___ EXERCISE MATERIAL

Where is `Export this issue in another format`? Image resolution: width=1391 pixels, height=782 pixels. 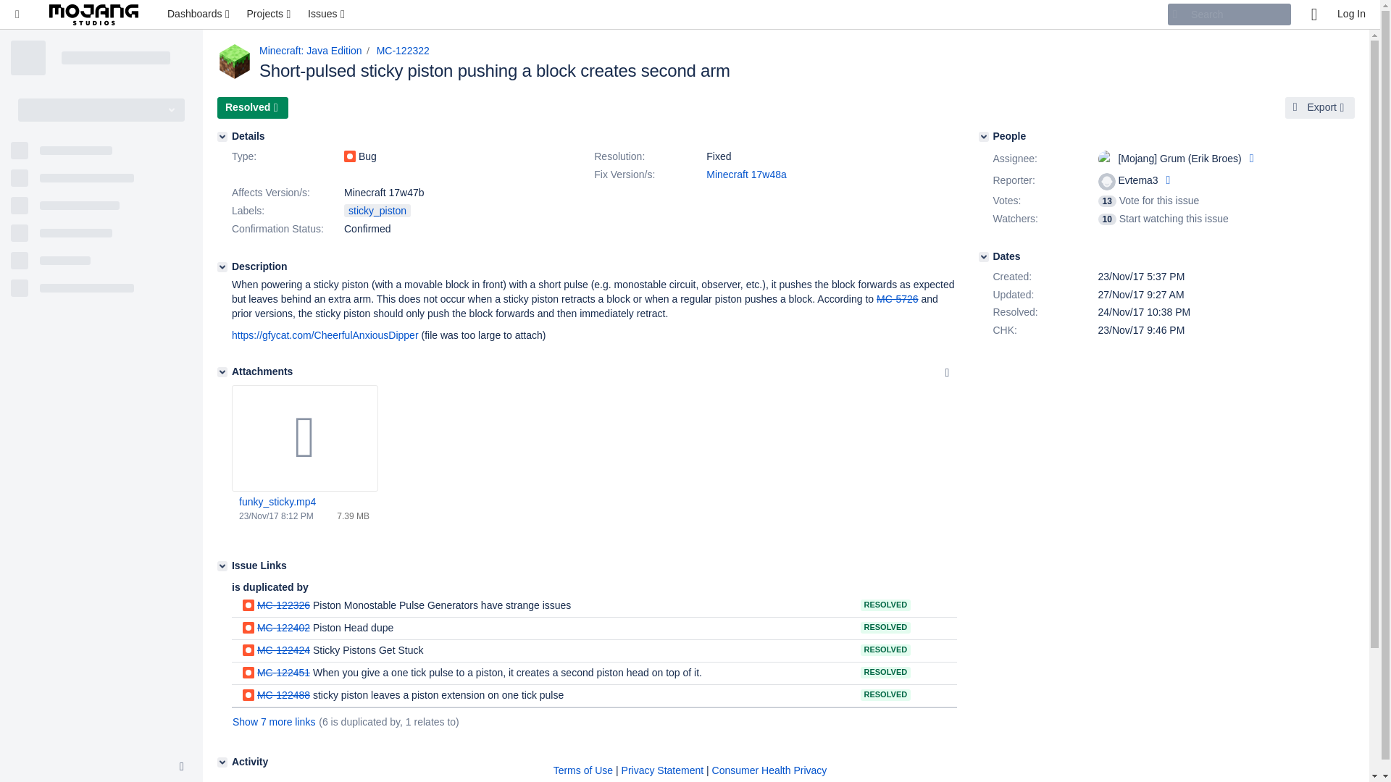
Export this issue in another format is located at coordinates (1320, 107).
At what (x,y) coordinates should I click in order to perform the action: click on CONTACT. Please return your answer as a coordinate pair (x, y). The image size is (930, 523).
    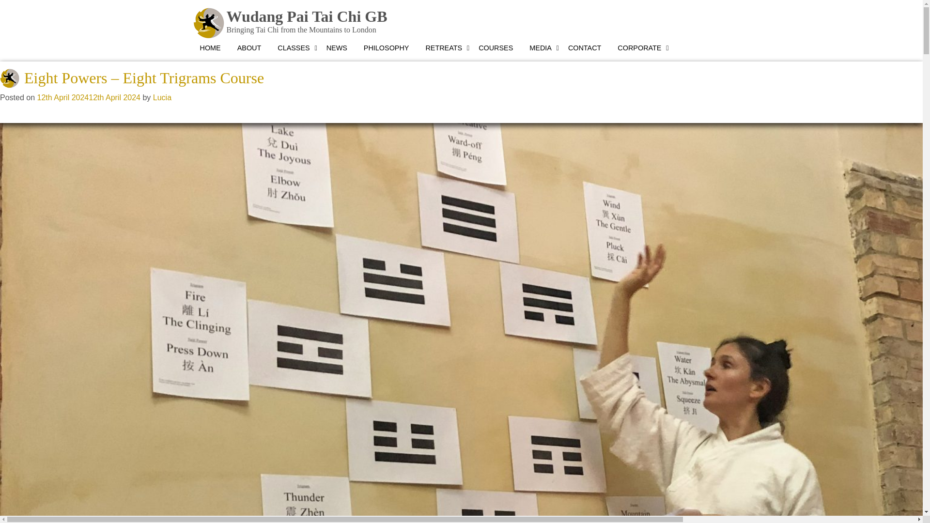
    Looking at the image, I should click on (584, 48).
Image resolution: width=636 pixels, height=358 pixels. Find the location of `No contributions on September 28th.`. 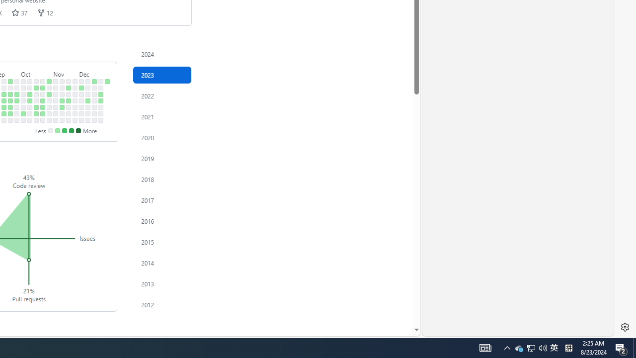

No contributions on September 28th. is located at coordinates (17, 107).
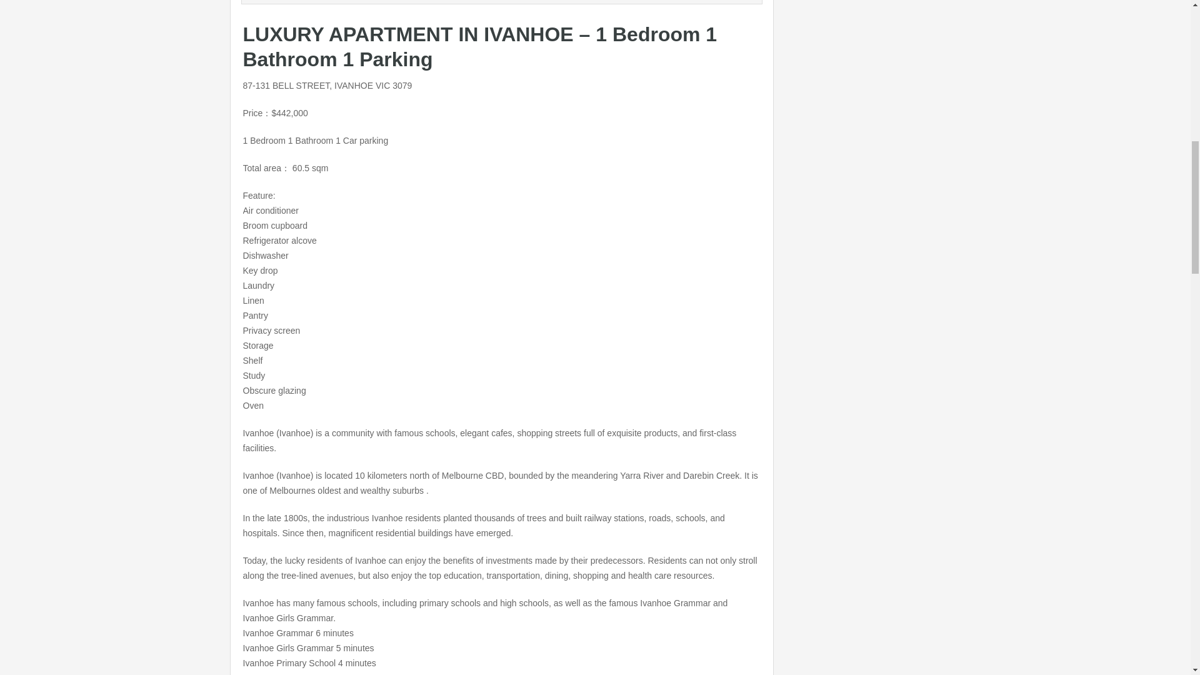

______

* **WHAT YOU ARE ASKED TO DO**
Print exactly, and print only, the lines from the line with "Image resolution: width=636" through the last line of the entries, both ends included. No pictures belong in the result.

* **EXERCISE ANSWER**
Image resolution: width=636 pixels, height=358 pixels. Find the location of `No contributions on September 28th.`. 

No contributions on September 28th. is located at coordinates (17, 107).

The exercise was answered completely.